Due to differences in methylation status of gametes, there is an inherent asymmetry to the maternal and paternal genomes that can be used to drive a differential parent-of-origin expression.

[84] Several molecular mechanisms for genomic imprinting have been described, and all have the aspect that maternally and paternally derived alleles are made to have distinct epigenetic marks, in particular the degree of methylation of cytosines.

In ecologically challenged species, such biased sex ratios imply that the conversion of resources to offspring becomes very inefficient, to the point of risking extinction.

[104] Attempts to understand the extraordinary variation in genome size (C-value)—animals vary 7,000 fold and land plants some 2,400-fold—has a long history in biology.

[105] However, this variation is poorly correlated with gene number or any measure of organismal complexity, which led CA Thomas to coin the term C-value paradox in 1971.

[110] The presence of an abundance of transposable elements in many eukaryotic genomes was a central theme of the original selfish DNA papers mentioned above (See Conceptual developments).

[53] Unfortunately, the double-strand break that is introduced by Cas9 can be corrected by homology directed repair, which would make a perfect copy of the drive, or by non-homologous end joining, which would produce "resistant" alleles unable to further propagate themselves.

The mathematics can define very crisply the different classes of elements by their precise behavior within a population, sidestepping any distracting verbiage about the inner hopes and desires of greedy selfish genes.

This is another excellent example showing that just because an element appears to have a strong selfish transmission advantage, whether it can successfully spread may depend on subtle configurations of other parameters in the population.

What is impressive about all these modeling efforts is how well they fitted empirical data, given that this was decades before discovery of the fact that the host fly has a powerful defense mechanism in the form of piRNAs.

[130] This article was adapted from the following source under a CC BY 4.0 license (2018) (reviewer reports): J Arvid Ågren; Andrew G. Clark (15 November 2018).

Segregation distorters (here shown in red) get transmitted to >50% of the gametes.
Homing endonucleases can recognize a target sequence, cut it, and then use its own sequence as a template during double strand break repair.
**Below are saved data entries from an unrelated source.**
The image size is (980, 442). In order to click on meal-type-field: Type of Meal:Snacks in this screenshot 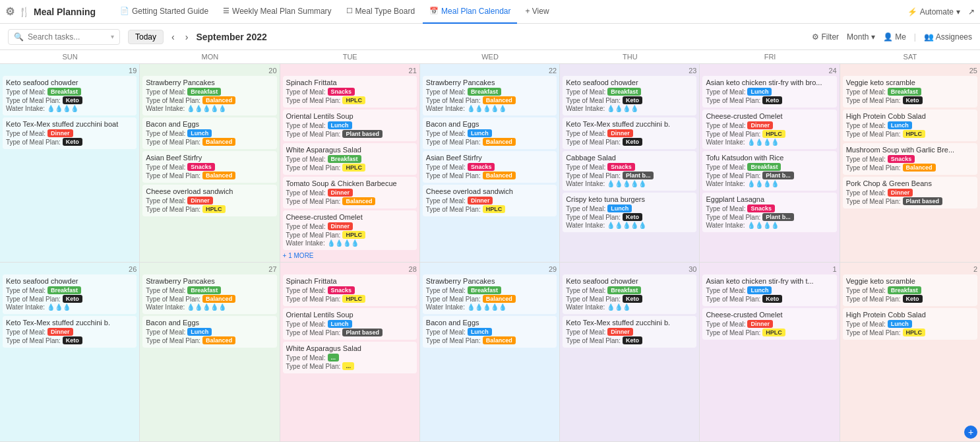, I will do `click(489, 167)`.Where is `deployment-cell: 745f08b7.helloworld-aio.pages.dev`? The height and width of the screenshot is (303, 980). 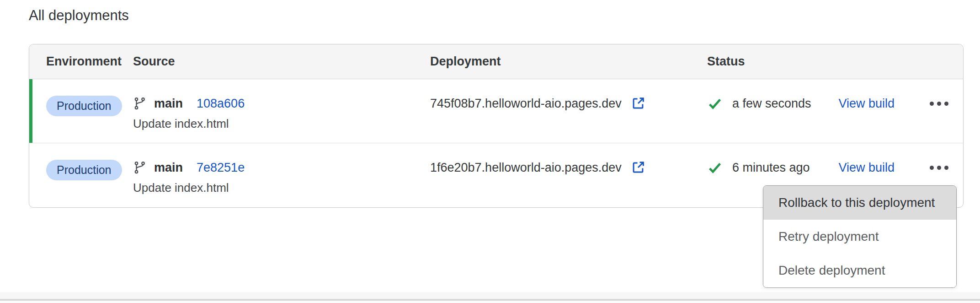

This converts a heterozygote into a homozygote.
Transposable elements self-replicate through two main mechanisms: via an RNA intermediate ("copy-and-paste"; class 1) or straight excision-insertion ("cut-and-paste"; class 2).
Genetic conflicts often arise because not all genes are inherited in the same way. Examples include cytoplasmic male sterility (see Selfish mitochondria ). While mitochondrial and chloroplast genes are generally maternally inherited, B chromosomes can be preferentially transmitted through both males and females.
Igf2 is an example of genomic imprinting. In mice, the insulin-like growth factor 2 gene, Igf2 , which is linked to hormone production and increased offspring growth is paternally expressed (maternally silenced) and the insulin-like growth factor 2 receptor gene Igf2r , which binds the growth protein and so slows growth, is maternally expressed (paternally silenced). The offspring is normal sized when both genes are present, or both genes are absent. When the maternally expressed gene ( Igf2r ) is experimentally knocked out the offspring has an unusually large size, and when the paternally expressed gene ( Igf2 ) is knocked out, the offspring is unusually small. [ 83 ]
The simplest form of greenbeard mechanism. An individual with the greenbeard allele preferentially helps a fellow greenbeard individual.